Microsoft Teams and Slack integration using Matrix
Element Matrix Services lets you pick up the Slack between Teams...
Element Matrix Services now offers fully managed bridges for both Microsoft Teams and Slack, so Element (or any other Matrix-based app) can integrate with either service. Connect Element to both, and you can integrate Slack and Microsoft Teams via Matrix.
Including Matrix’s 32 million user community, that’s around 150 million daily active users going about their day-to-day business that are now - thanks to Element Matrix Services - able to interoperate.
So at last, enterprises have a way of reliably connecting employees who are siloed in Slack or Microsoft Teams.
How enterprises are using Element Matrix Services (EMS) bridging services
These are early days, but we’re already seeing some clear patterns in how organisations are adopting our bridging services.
1. Connecting security teams
Delivering decentralised data sovereignty and end-to-end encryption, Element and Matrix already has a large installed base within cybersecurity teams. EMS bridging services are a quick and easy way for cyber security teams to continue using Element when communicating with the wider organisation that uses Slack and Microsoft Teams (neither of which offer end-to-end encryption or data sovereignty).
2. Connecting a fractured workforce
Teams within organisations often operate with relative autonomy, presenting communications challenges when working with the broader company. Enterprises use Matrix, with fully managed bridging from EMS, to connect development teams using systems such as IRC, XMPP or Slack to broader parts of the business using Microsoft Teams as part of an Office 365 subscription.
3. Seamless out-of-band communications
Centralised collaboration tools, such as Microsoft Teams and Slack, suffer from unplanned outages. We’re seeing many organisations, particularly mission critical departments within enterprises, introducing bridging services from EMS as a way to ensure continuous real time messaging. Interoperable with Microsoft Teams and Slack, out-of-band communication is up-to-date at the time of an outage, and instantly resynchronises when Microsoft Teams or Slack comes back online.
4. Connecting mobile workers to the office
Customers are using EMS bridging services to address shadow IT issues caused by frontline workers opting for consumer-grade messaging apps such as WhatsApp, Signal or Telegram. Element’s messenger-style app has a similar look and feel, so it’s an easy switch to Element.
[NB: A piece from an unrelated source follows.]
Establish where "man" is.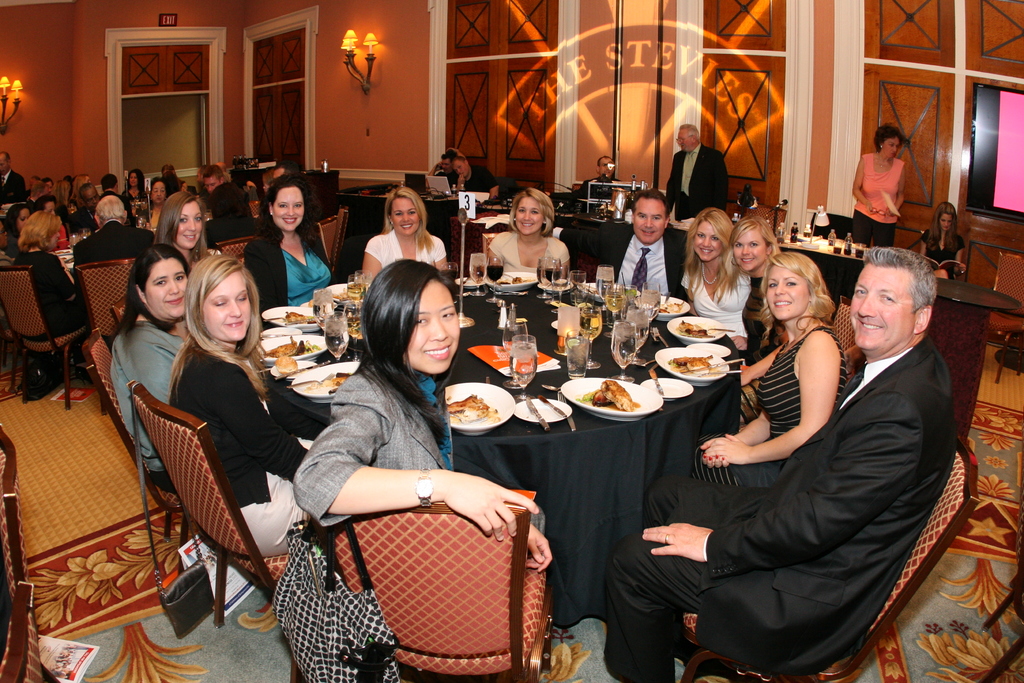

EMS bridging services are then used to provide interoperability, and therefore seamless communications, between Element-based frontline teams and office-based workers using Microsoft Teams or Slack.
Bridging to an interoperable world
Companies that already use Element, often for the explicit benefit of easy connections with others on the open Matrix network, are now using bridging from Element Matrix Services to connect with parts of their external ecosystem that use Microsoft Teams or Slack. Customer feedback is that they may have finally found their email killer.
The real intention of Matrix - as an open protocol - is to be the open standard for communication. Like HTTP for the web, or SMTP for email, Matrix is the backbone for interoperable real time communication.
But until everyone has made the jump to natively use Matrix, bridging services provide a way for enterprises to connect those traditional proprietary products to the Matrix universe. Their workforces, in turn, can then freely connect and communicate with each other regardless of which app people happen to use.
Matrix is the future of real time communication; bridging services from Element Matrix Services are the shortcut to that future.